Winfrey, 56, said she was sent to live with her father in Nashville when she was a young teenager. He laid down the rules of his house early, and without knowing she was pregnant.
"'I would rather see a daughter of mine floating down the Cumberland River,' he said, 'than to bring shame on this family and the indecency of an illegitimate child,'" Winfrey said, quoting her father.
"He's saying that to me, and I know that I am pregnant. So I'm thinking, well, I'm just going to have to kill myself," she said.
Winfrey did not attempt suicide, though she said she tried things that were cries for help -- like drinking detergent.
"When the baby died, I knew that it was my second chance," she said.

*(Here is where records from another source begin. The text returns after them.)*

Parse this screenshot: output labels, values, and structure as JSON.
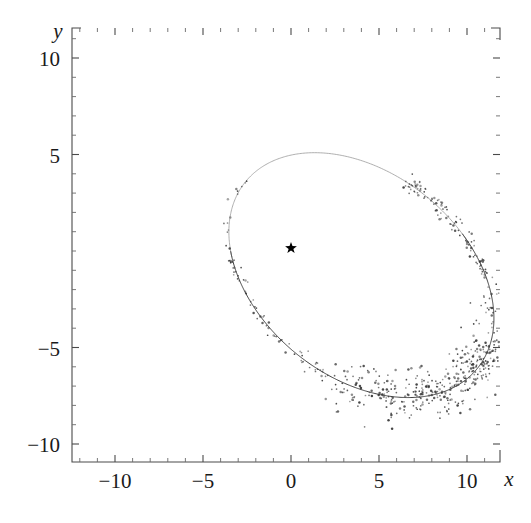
{
  "figure": {
    "background_color": "#ffffff",
    "width": 531,
    "height": 523
  },
  "chart_data": {
    "type": "scatter",
    "title": "",
    "subtitle": "",
    "xlabel": "x",
    "ylabel": "y",
    "xlim": [
      -12.5,
      11.9
    ],
    "ylim": [
      -12.0,
      11.5
    ],
    "grid": false,
    "legend": null,
    "annotations": [
      {
        "name": "focus-star",
        "marker": "star",
        "x": 0.0,
        "y": 0.15,
        "color": "#000000",
        "label": ""
      }
    ],
    "xticks": [
      -10,
      -5,
      0,
      5,
      10
    ],
    "xtick_labels": [
      "−10",
      "−5",
      "0",
      "5",
      "10"
    ],
    "yticks": [
      10,
      5,
      -5,
      -10
    ],
    "ytick_labels": [
      "10",
      "5",
      "−5",
      "−10"
    ],
    "minor_tick_step": 1,
    "series": [
      {
        "name": "fitted-orbit-ellipse",
        "type": "line",
        "color": "#2e2e2e",
        "description": "Tilted ellipse orbit trace",
        "ellipse": {
          "center_x": 4.0,
          "center_y": -1.25,
          "semi_major": 8.2,
          "semi_minor": 5.45,
          "rotation_deg": -32.0
        }
      },
      {
        "name": "observation-scatter",
        "type": "scatter",
        "color": "#3a3a3a",
        "point_count": 640,
        "description": "Measured points scattered along the ellipse, densest on the right and lower-right arc"
      }
    ],
    "axis_colors": {
      "frame": "#4a4a4a",
      "tick": "#4a4a4a",
      "text": "#1a1a1a"
    }
  },
  "plot_geometry": {
    "frame_left": 72,
    "frame_right": 500,
    "frame_top": 28,
    "frame_bottom": 462,
    "x_origin_px": 291,
    "y_origin_px": 251,
    "px_per_unit_x": 17.6,
    "px_per_unit_y": 19.3
  }
}
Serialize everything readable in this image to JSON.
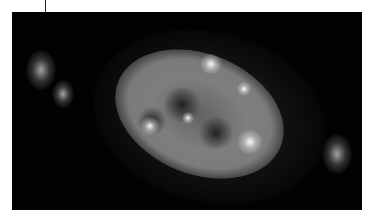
{
  "image": {
    "description": "Grayscale astronomical image of a planetary nebula with bright irregular shell and two faint outer lobes on a black background",
    "colors": {
      "background": "#020202",
      "border": "#ffffff",
      "nebula": "#d0d0d0"
    }
  }
}
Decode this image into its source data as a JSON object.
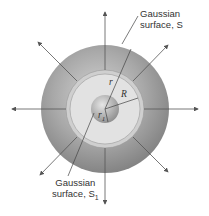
{
  "diagram": {
    "labels": {
      "surface_s_line1": "Gaussian",
      "surface_s_line2": "surface, S",
      "surface_s1_line1": "Gaussian",
      "surface_s1_line2": "surface, S",
      "surface_s1_sub": "1",
      "radius_r": "r",
      "radius_R": "R",
      "radius_r1": "r",
      "radius_r1_sub": "1"
    },
    "colors": {
      "outer_sphere": "#8a8a8a",
      "outer_sphere_light": "#c9c9c9",
      "shell_fill": "#dedede",
      "ring": "#c6c6c6",
      "inner_sphere": "#9a9a9a",
      "lines": "#555555"
    },
    "field_arrows": 8
  }
}
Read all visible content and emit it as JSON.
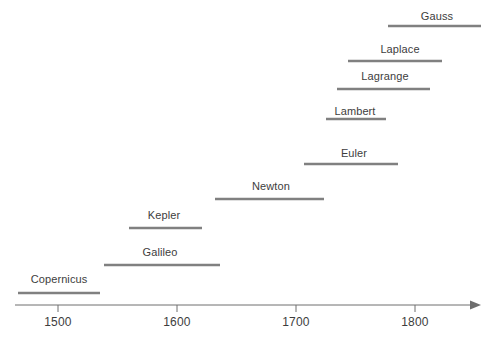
{
  "chart_data": {
    "type": "timeline",
    "title": "",
    "subtitle": "",
    "xlabel": "",
    "ylabel": "",
    "xlim": [
      1455,
      1860
    ],
    "grid": false,
    "legend": null,
    "axis": {
      "ticks": [
        1500,
        1600,
        1700,
        1800
      ],
      "tick_labels": [
        "1500",
        "1600",
        "1700",
        "1800"
      ],
      "arrow_end": true,
      "line_color": "#6e6e6e",
      "tick_color": "#6e6e6e"
    },
    "bar_color": "#808080",
    "label_color": "#3d3d3d",
    "series": [
      {
        "name": "Copernicus",
        "label": "Copernicus",
        "start": 1473,
        "end": 1543,
        "px": {
          "x1": 18,
          "x2": 100,
          "y": 293,
          "label_x": 59,
          "label_y": 273
        }
      },
      {
        "name": "Galileo",
        "label": "Galileo",
        "start": 1564,
        "end": 1642,
        "px": {
          "x1": 104,
          "x2": 220,
          "y": 265,
          "label_x": 160,
          "label_y": 246
        }
      },
      {
        "name": "Kepler",
        "label": "Kepler",
        "start": 1571,
        "end": 1630,
        "px": {
          "x1": 129,
          "x2": 202,
          "y": 228,
          "label_x": 164,
          "label_y": 209
        }
      },
      {
        "name": "Newton",
        "label": "Newton",
        "start": 1643,
        "end": 1727,
        "px": {
          "x1": 215,
          "x2": 324,
          "y": 199,
          "label_x": 271,
          "label_y": 180
        }
      },
      {
        "name": "Euler",
        "label": "Euler",
        "start": 1707,
        "end": 1783,
        "px": {
          "x1": 304,
          "x2": 398,
          "y": 164,
          "label_x": 354,
          "label_y": 147
        }
      },
      {
        "name": "Lambert",
        "label": "Lambert",
        "start": 1728,
        "end": 1777,
        "px": {
          "x1": 326,
          "x2": 386,
          "y": 119,
          "label_x": 355,
          "label_y": 105
        }
      },
      {
        "name": "Lagrange",
        "label": "Lagrange",
        "start": 1736,
        "end": 1813,
        "px": {
          "x1": 337,
          "x2": 430,
          "y": 89,
          "label_x": 385,
          "label_y": 70
        }
      },
      {
        "name": "Laplace",
        "label": "Laplace",
        "start": 1749,
        "end": 1827,
        "px": {
          "x1": 348,
          "x2": 442,
          "y": 61,
          "label_x": 400,
          "label_y": 43
        }
      },
      {
        "name": "Gauss",
        "label": "Gauss",
        "start": 1777,
        "end": 1855,
        "px": {
          "x1": 388,
          "x2": 481,
          "y": 26,
          "label_x": 437,
          "label_y": 10
        }
      }
    ]
  }
}
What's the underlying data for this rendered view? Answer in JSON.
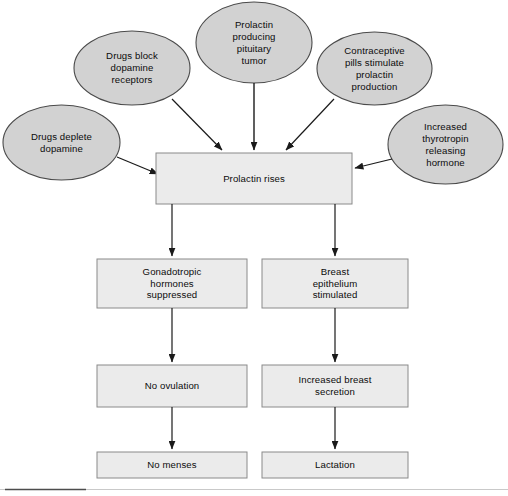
{
  "diagram": {
    "colors": {
      "ellipse_fill": "#d2d2d2",
      "ellipse_stroke": "#4a4a4a",
      "box_fill": "#ebebeb",
      "box_stroke": "#8a8a8a",
      "arrow": "#1a1a1a",
      "background": "#ffffff",
      "rule_dark": "#4d4d4d",
      "rule_light": "#c9c9c9"
    },
    "causes": [
      {
        "id": "drugs-deplete-dopamine",
        "label": "Drugs deplete\ndopamine",
        "shape": "ellipse",
        "cx": 61.5,
        "cy": 142.5,
        "rx": 58.5,
        "ry": 37.5
      },
      {
        "id": "drugs-block-dopamine-receptors",
        "label": "Drugs block\ndopamine\nreceptors",
        "shape": "ellipse",
        "cx": 132,
        "cy": 68,
        "rx": 58,
        "ry": 37
      },
      {
        "id": "prolactin-producing-pituitary-tumor",
        "label": "Prolactin\nproducing\npituitary\ntumor",
        "shape": "ellipse",
        "cx": 254,
        "cy": 42.5,
        "rx": 58,
        "ry": 40.5
      },
      {
        "id": "contraceptive-pills",
        "label": "Contraceptive\npills stimulate\nprolactin\nproduction",
        "shape": "ellipse",
        "cx": 374.5,
        "cy": 68.5,
        "rx": 57.5,
        "ry": 36.5
      },
      {
        "id": "increased-thyrotropin-releasing-hormone",
        "label": "Increased\nthyrotropin\nreleasing\nhormone",
        "shape": "ellipse",
        "cx": 445.5,
        "cy": 144.5,
        "rx": 57.5,
        "ry": 39.5
      }
    ],
    "central": {
      "id": "prolactin-rises",
      "label": "Prolactin rises",
      "shape": "rect",
      "x": 156,
      "y": 153,
      "w": 196,
      "h": 51
    },
    "left_chain": [
      {
        "id": "gonadotropic-hormones-suppressed",
        "label": "Gonadotropic\nhormones\nsuppressed",
        "shape": "rect",
        "x": 97,
        "y": 259,
        "w": 150,
        "h": 49
      },
      {
        "id": "no-ovulation",
        "label": "No ovulation",
        "shape": "rect",
        "x": 97,
        "y": 365,
        "w": 150,
        "h": 42
      },
      {
        "id": "no-menses",
        "label": "No menses",
        "shape": "rect",
        "x": 97,
        "y": 452,
        "w": 150,
        "h": 26
      }
    ],
    "right_chain": [
      {
        "id": "breast-epithelium-stimulated",
        "label": "Breast\nepithelium\nstimulated",
        "shape": "rect",
        "x": 262,
        "y": 259,
        "w": 146,
        "h": 49
      },
      {
        "id": "increased-breast-secretion",
        "label": "Increased breast\nsecretion",
        "shape": "rect",
        "x": 262,
        "y": 365,
        "w": 146,
        "h": 42
      },
      {
        "id": "lactation",
        "label": "Lactation",
        "shape": "rect",
        "x": 262,
        "y": 452,
        "w": 146,
        "h": 26
      }
    ],
    "connections": [
      {
        "from": "drugs-deplete-dopamine",
        "to": "prolactin-rises"
      },
      {
        "from": "drugs-block-dopamine-receptors",
        "to": "prolactin-rises"
      },
      {
        "from": "prolactin-producing-pituitary-tumor",
        "to": "prolactin-rises"
      },
      {
        "from": "contraceptive-pills",
        "to": "prolactin-rises"
      },
      {
        "from": "increased-thyrotropin-releasing-hormone",
        "to": "prolactin-rises"
      },
      {
        "from": "prolactin-rises",
        "to": "gonadotropic-hormones-suppressed"
      },
      {
        "from": "prolactin-rises",
        "to": "breast-epithelium-stimulated"
      },
      {
        "from": "gonadotropic-hormones-suppressed",
        "to": "no-ovulation"
      },
      {
        "from": "no-ovulation",
        "to": "no-menses"
      },
      {
        "from": "breast-epithelium-stimulated",
        "to": "increased-breast-secretion"
      },
      {
        "from": "increased-breast-secretion",
        "to": "lactation"
      }
    ]
  }
}
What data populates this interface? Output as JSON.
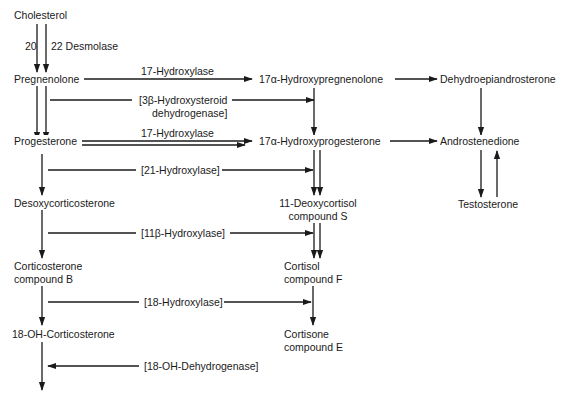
{
  "diagram": {
    "type": "steroid biosynthesis pathway",
    "compounds": {
      "cholesterol": "Cholesterol",
      "pregnenolone": "Pregnenolone",
      "hydroxypregnenolone": "17α-Hydroxypregnenolone",
      "dhea": "Dehydroepiandrosterone",
      "progesterone": "Progesterone",
      "hydroxyprogesterone": "17α-Hydroxyprogesterone",
      "androstenedione": "Androstenedione",
      "desoxycorticosterone": "Desoxycorticosterone",
      "deoxycortisol_l1": "11-Deoxycortisol",
      "deoxycortisol_l2": "compound S",
      "testosterone": "Testosterone",
      "corticosterone_l1": "Corticosterone",
      "corticosterone_l2": "compound B",
      "cortisol_l1": "Cortisol",
      "cortisol_l2": "compound F",
      "oh_corticosterone": "18-OH-Corticosterone",
      "cortisone_l1": "Cortisone",
      "cortisone_l2": "compound E"
    },
    "enzymes": {
      "desmolase_a": "20",
      "desmolase_sep": ",",
      "desmolase_b": "22 Desmolase",
      "hydroxylase17_top": "17-Hydroxylase",
      "hsd_l1": "[3β-Hydroxysteroid",
      "hsd_l2": "dehydrogenase]",
      "hydroxylase17_mid": "17-Hydroxylase",
      "hydroxylase21": "[21-Hydroxylase]",
      "hydroxylase11b": "[11β-Hydroxylase]",
      "hydroxylase18": "[18-Hydroxylase]",
      "oh_dehydrogenase18": "[18-OH-Dehydrogenase]"
    },
    "colors": {
      "line": "#1a1a1a",
      "background": "#ffffff"
    }
  }
}
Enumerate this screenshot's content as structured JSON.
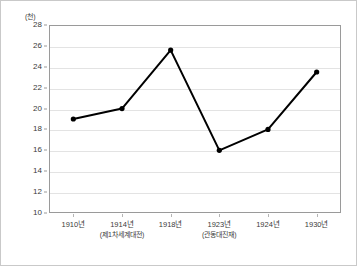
{
  "chart_data": {
    "type": "line",
    "title": "",
    "xlabel": "",
    "ylabel": "",
    "unit_label": "(천)",
    "categories": [
      "1910년",
      "1914년",
      "1918년",
      "1923년",
      "1924년",
      "1930년"
    ],
    "category_notes": [
      "",
      "(제1차세계대전)",
      "",
      "(관동대진재)",
      "",
      ""
    ],
    "values": [
      19.0,
      20.0,
      25.6,
      16.0,
      18.0,
      23.5
    ],
    "ylim": [
      10,
      28
    ],
    "ytick_step": 2,
    "yticks": [
      10,
      12,
      14,
      16,
      18,
      20,
      22,
      24,
      26,
      28
    ],
    "ytick_labels": [
      "10",
      "12",
      "14",
      "16",
      "18",
      "20",
      "22",
      "24",
      "26",
      "28"
    ],
    "grid": true,
    "grid_axis": "y",
    "legend": false,
    "legend_position": "none",
    "marker": "filled-circle",
    "line_color": "#000000",
    "marker_color": "#000000",
    "grid_color": "#e3e3e3",
    "axis_color": "#9a9a9a",
    "background_color": "#ffffff"
  }
}
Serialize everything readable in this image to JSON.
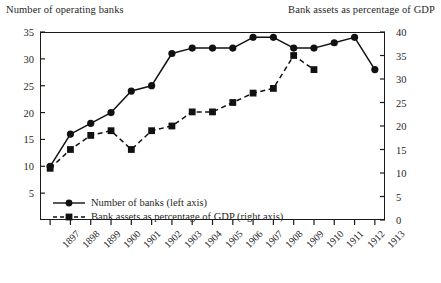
{
  "chart_data": {
    "type": "line",
    "title": "",
    "left_axis_title": "Number of operating banks",
    "right_axis_title": "Bank assets as percentage of GDP",
    "xlabel": "",
    "categories": [
      "1897",
      "1898",
      "1899",
      "1900",
      "1901",
      "1902",
      "1903",
      "1904",
      "1905",
      "1906",
      "1907",
      "1908",
      "1909",
      "1910",
      "1911",
      "1912",
      "1913"
    ],
    "left_ylim": [
      0,
      35
    ],
    "right_ylim": [
      0,
      40
    ],
    "left_yticks": [
      5,
      10,
      15,
      20,
      25,
      30,
      35
    ],
    "right_yticks": [
      0,
      5,
      10,
      15,
      20,
      25,
      30,
      35,
      40
    ],
    "grid": false,
    "legend_position": "inside-bottom-left",
    "series": [
      {
        "name": "Number of banks (left axis)",
        "axis": "left",
        "marker": "circle",
        "line_style": "solid",
        "color": "#111111",
        "values": [
          10,
          16,
          18,
          20,
          24,
          25,
          31,
          32,
          32,
          32,
          34,
          34,
          32,
          32,
          33,
          34,
          28
        ]
      },
      {
        "name": "Bank assets as percentage of GDP (right axis)",
        "axis": "right",
        "marker": "square",
        "line_style": "dashed",
        "color": "#111111",
        "values": [
          11,
          15,
          18,
          19,
          15,
          19,
          20,
          23,
          23,
          25,
          27,
          28,
          35,
          32,
          null,
          null,
          null
        ]
      }
    ]
  },
  "legend": {
    "items": [
      {
        "label": "Number of banks (left axis)"
      },
      {
        "label": "Bank assets as percentage of GDP (right axis)"
      }
    ]
  }
}
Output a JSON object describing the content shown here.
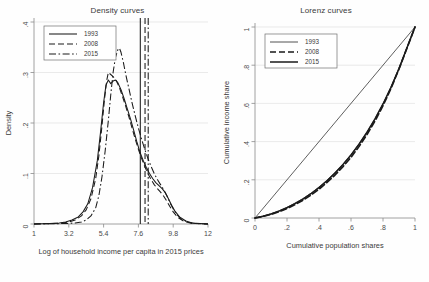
{
  "figure": {
    "panels": [
      "density",
      "lorenz"
    ]
  },
  "chart_data": [
    {
      "type": "line",
      "id": "density-curves",
      "title": "Density curves",
      "xlabel": "Log of household income per capita in 2015 prices",
      "ylabel": "Density",
      "xlim": [
        1,
        12
      ],
      "ylim": [
        0,
        0.4
      ],
      "xticks": [
        "1",
        "3.2",
        "5.4",
        "7.6",
        "9.8",
        "12"
      ],
      "xtick_values": [
        1,
        3.2,
        5.4,
        7.6,
        9.8,
        12
      ],
      "yticks": [
        "0",
        ".1",
        ".2",
        ".3",
        ".4"
      ],
      "ytick_values": [
        0,
        0.1,
        0.2,
        0.3,
        0.4
      ],
      "grid": "horizontal",
      "legend_position": "top-left",
      "legend": [
        "1993",
        "2008",
        "2015"
      ],
      "series": [
        {
          "name": "1993",
          "style": "solid",
          "points": [
            [
              1.0,
              0.0
            ],
            [
              2.0,
              0.001
            ],
            [
              2.6,
              0.002
            ],
            [
              3.0,
              0.004
            ],
            [
              3.4,
              0.008
            ],
            [
              3.8,
              0.014
            ],
            [
              4.1,
              0.024
            ],
            [
              4.4,
              0.04
            ],
            [
              4.7,
              0.072
            ],
            [
              5.0,
              0.125
            ],
            [
              5.2,
              0.18
            ],
            [
              5.4,
              0.24
            ],
            [
              5.55,
              0.275
            ],
            [
              5.7,
              0.285
            ],
            [
              5.85,
              0.278
            ],
            [
              6.0,
              0.283
            ],
            [
              6.15,
              0.285
            ],
            [
              6.3,
              0.28
            ],
            [
              6.5,
              0.266
            ],
            [
              6.7,
              0.248
            ],
            [
              6.9,
              0.228
            ],
            [
              7.1,
              0.208
            ],
            [
              7.3,
              0.186
            ],
            [
              7.5,
              0.163
            ],
            [
              7.7,
              0.142
            ],
            [
              7.9,
              0.126
            ],
            [
              8.1,
              0.112
            ],
            [
              8.3,
              0.1
            ],
            [
              8.5,
              0.09
            ],
            [
              8.7,
              0.082
            ],
            [
              8.9,
              0.076
            ],
            [
              9.1,
              0.07
            ],
            [
              9.3,
              0.062
            ],
            [
              9.5,
              0.05
            ],
            [
              9.7,
              0.037
            ],
            [
              9.9,
              0.026
            ],
            [
              10.2,
              0.014
            ],
            [
              10.6,
              0.006
            ],
            [
              11.0,
              0.002
            ],
            [
              12.0,
              0.0
            ]
          ]
        },
        {
          "name": "2008",
          "style": "dashed",
          "points": [
            [
              1.0,
              0.0
            ],
            [
              2.2,
              0.001
            ],
            [
              2.8,
              0.002
            ],
            [
              3.2,
              0.004
            ],
            [
              3.6,
              0.008
            ],
            [
              4.0,
              0.016
            ],
            [
              4.3,
              0.028
            ],
            [
              4.6,
              0.05
            ],
            [
              4.9,
              0.09
            ],
            [
              5.1,
              0.135
            ],
            [
              5.3,
              0.195
            ],
            [
              5.45,
              0.245
            ],
            [
              5.6,
              0.285
            ],
            [
              5.7,
              0.3
            ],
            [
              5.85,
              0.296
            ],
            [
              6.0,
              0.292
            ],
            [
              6.2,
              0.284
            ],
            [
              6.4,
              0.27
            ],
            [
              6.6,
              0.252
            ],
            [
              6.8,
              0.233
            ],
            [
              7.0,
              0.212
            ],
            [
              7.2,
              0.19
            ],
            [
              7.4,
              0.168
            ],
            [
              7.6,
              0.148
            ],
            [
              7.8,
              0.13
            ],
            [
              8.0,
              0.114
            ],
            [
              8.2,
              0.1
            ],
            [
              8.4,
              0.088
            ],
            [
              8.6,
              0.078
            ],
            [
              8.8,
              0.07
            ],
            [
              9.0,
              0.063
            ],
            [
              9.2,
              0.055
            ],
            [
              9.4,
              0.045
            ],
            [
              9.6,
              0.034
            ],
            [
              9.8,
              0.024
            ],
            [
              10.1,
              0.013
            ],
            [
              10.5,
              0.005
            ],
            [
              11.0,
              0.001
            ],
            [
              12.0,
              0.0
            ]
          ]
        },
        {
          "name": "2015",
          "style": "dash-dot",
          "points": [
            [
              1.0,
              0.0
            ],
            [
              3.0,
              0.001
            ],
            [
              3.6,
              0.002
            ],
            [
              4.0,
              0.004
            ],
            [
              4.3,
              0.008
            ],
            [
              4.6,
              0.016
            ],
            [
              4.9,
              0.032
            ],
            [
              5.1,
              0.056
            ],
            [
              5.3,
              0.094
            ],
            [
              5.5,
              0.145
            ],
            [
              5.7,
              0.205
            ],
            [
              5.85,
              0.255
            ],
            [
              6.0,
              0.3
            ],
            [
              6.15,
              0.33
            ],
            [
              6.3,
              0.345
            ],
            [
              6.4,
              0.348
            ],
            [
              6.5,
              0.34
            ],
            [
              6.65,
              0.32
            ],
            [
              6.8,
              0.296
            ],
            [
              7.0,
              0.268
            ],
            [
              7.2,
              0.24
            ],
            [
              7.4,
              0.214
            ],
            [
              7.6,
              0.19
            ],
            [
              7.8,
              0.168
            ],
            [
              8.0,
              0.148
            ],
            [
              8.2,
              0.13
            ],
            [
              8.4,
              0.114
            ],
            [
              8.6,
              0.1
            ],
            [
              8.8,
              0.088
            ],
            [
              9.0,
              0.078
            ],
            [
              9.2,
              0.068
            ],
            [
              9.4,
              0.056
            ],
            [
              9.6,
              0.042
            ],
            [
              9.8,
              0.03
            ],
            [
              10.0,
              0.02
            ],
            [
              10.3,
              0.01
            ],
            [
              10.7,
              0.004
            ],
            [
              11.2,
              0.001
            ],
            [
              12.0,
              0.0
            ]
          ]
        }
      ],
      "vertical_lines": [
        {
          "name": "mean-1993",
          "x": 7.72,
          "style": "solid"
        },
        {
          "name": "mean-2008",
          "x": 8.02,
          "style": "dashed"
        },
        {
          "name": "mean-2015",
          "x": 8.22,
          "style": "dash-dot"
        }
      ]
    },
    {
      "type": "line",
      "id": "lorenz-curves",
      "title": "Lorenz curves",
      "xlabel": "Cumulative population shares",
      "ylabel": "Cumulative income share",
      "xlim": [
        0,
        1
      ],
      "ylim": [
        0,
        1
      ],
      "xticks": [
        "0",
        ".2",
        ".4",
        ".6",
        ".8",
        "1"
      ],
      "xtick_values": [
        0,
        0.2,
        0.4,
        0.6,
        0.8,
        1
      ],
      "yticks": [
        "0",
        ".2",
        ".4",
        ".6",
        ".8",
        "1"
      ],
      "ytick_values": [
        0,
        0.2,
        0.4,
        0.6,
        0.8,
        1
      ],
      "grid": "horizontal",
      "legend_position": "top-left",
      "legend": [
        "1993",
        "2008",
        "2015"
      ],
      "equality_line": [
        [
          0,
          0
        ],
        [
          1,
          1
        ]
      ],
      "series": [
        {
          "name": "1993",
          "style": "thin-solid",
          "points": [
            [
              0.0,
              0.0
            ],
            [
              0.05,
              0.01
            ],
            [
              0.1,
              0.022
            ],
            [
              0.15,
              0.038
            ],
            [
              0.2,
              0.056
            ],
            [
              0.25,
              0.078
            ],
            [
              0.3,
              0.102
            ],
            [
              0.35,
              0.13
            ],
            [
              0.4,
              0.162
            ],
            [
              0.45,
              0.198
            ],
            [
              0.5,
              0.238
            ],
            [
              0.55,
              0.282
            ],
            [
              0.6,
              0.332
            ],
            [
              0.65,
              0.388
            ],
            [
              0.7,
              0.45
            ],
            [
              0.75,
              0.52
            ],
            [
              0.8,
              0.598
            ],
            [
              0.85,
              0.686
            ],
            [
              0.9,
              0.784
            ],
            [
              0.95,
              0.892
            ],
            [
              1.0,
              1.0
            ]
          ]
        },
        {
          "name": "2008",
          "style": "thick-dashed",
          "points": [
            [
              0.0,
              0.0
            ],
            [
              0.05,
              0.008
            ],
            [
              0.1,
              0.019
            ],
            [
              0.15,
              0.033
            ],
            [
              0.2,
              0.05
            ],
            [
              0.25,
              0.07
            ],
            [
              0.3,
              0.093
            ],
            [
              0.35,
              0.12
            ],
            [
              0.4,
              0.151
            ],
            [
              0.45,
              0.186
            ],
            [
              0.5,
              0.225
            ],
            [
              0.55,
              0.269
            ],
            [
              0.6,
              0.318
            ],
            [
              0.65,
              0.374
            ],
            [
              0.7,
              0.437
            ],
            [
              0.75,
              0.508
            ],
            [
              0.8,
              0.588
            ],
            [
              0.85,
              0.679
            ],
            [
              0.9,
              0.78
            ],
            [
              0.95,
              0.89
            ],
            [
              1.0,
              1.0
            ]
          ]
        },
        {
          "name": "2015",
          "style": "thick-solid",
          "points": [
            [
              0.0,
              0.0
            ],
            [
              0.05,
              0.009
            ],
            [
              0.1,
              0.021
            ],
            [
              0.15,
              0.036
            ],
            [
              0.2,
              0.054
            ],
            [
              0.25,
              0.075
            ],
            [
              0.3,
              0.099
            ],
            [
              0.35,
              0.127
            ],
            [
              0.4,
              0.159
            ],
            [
              0.45,
              0.195
            ],
            [
              0.5,
              0.235
            ],
            [
              0.55,
              0.28
            ],
            [
              0.6,
              0.33
            ],
            [
              0.65,
              0.386
            ],
            [
              0.7,
              0.449
            ],
            [
              0.75,
              0.519
            ],
            [
              0.8,
              0.597
            ],
            [
              0.85,
              0.684
            ],
            [
              0.9,
              0.782
            ],
            [
              0.95,
              0.891
            ],
            [
              1.0,
              1.0
            ]
          ]
        }
      ]
    }
  ]
}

Winfrey, best known for the "The Oprah Winfrey Show," now runs her own channel, appropriately titled OWN.
She described her longtime partner, Stedman Graham, as someone who is "willing to stand in and stand up" for her.
"The reason this relationship has worked as well as it has is because we each got to define ourselves in it and not in a traditional form. There's nothing about it that's traditional," Winfrey said. "I am a different kind of woman in that I am pretty assured that had I married I wouldn't have remained married."
"I'm just not the marrying kind," she said.
The talk show queen said she's had her heart broken twice.
Winfrey also discussed what she plans to do with her massive fortune once she dies.
"When I'm gone, everything that I have is going to go to charity because I don't have children. And I believe that that's what you should do," she said. "To whom much is given, much should be given back."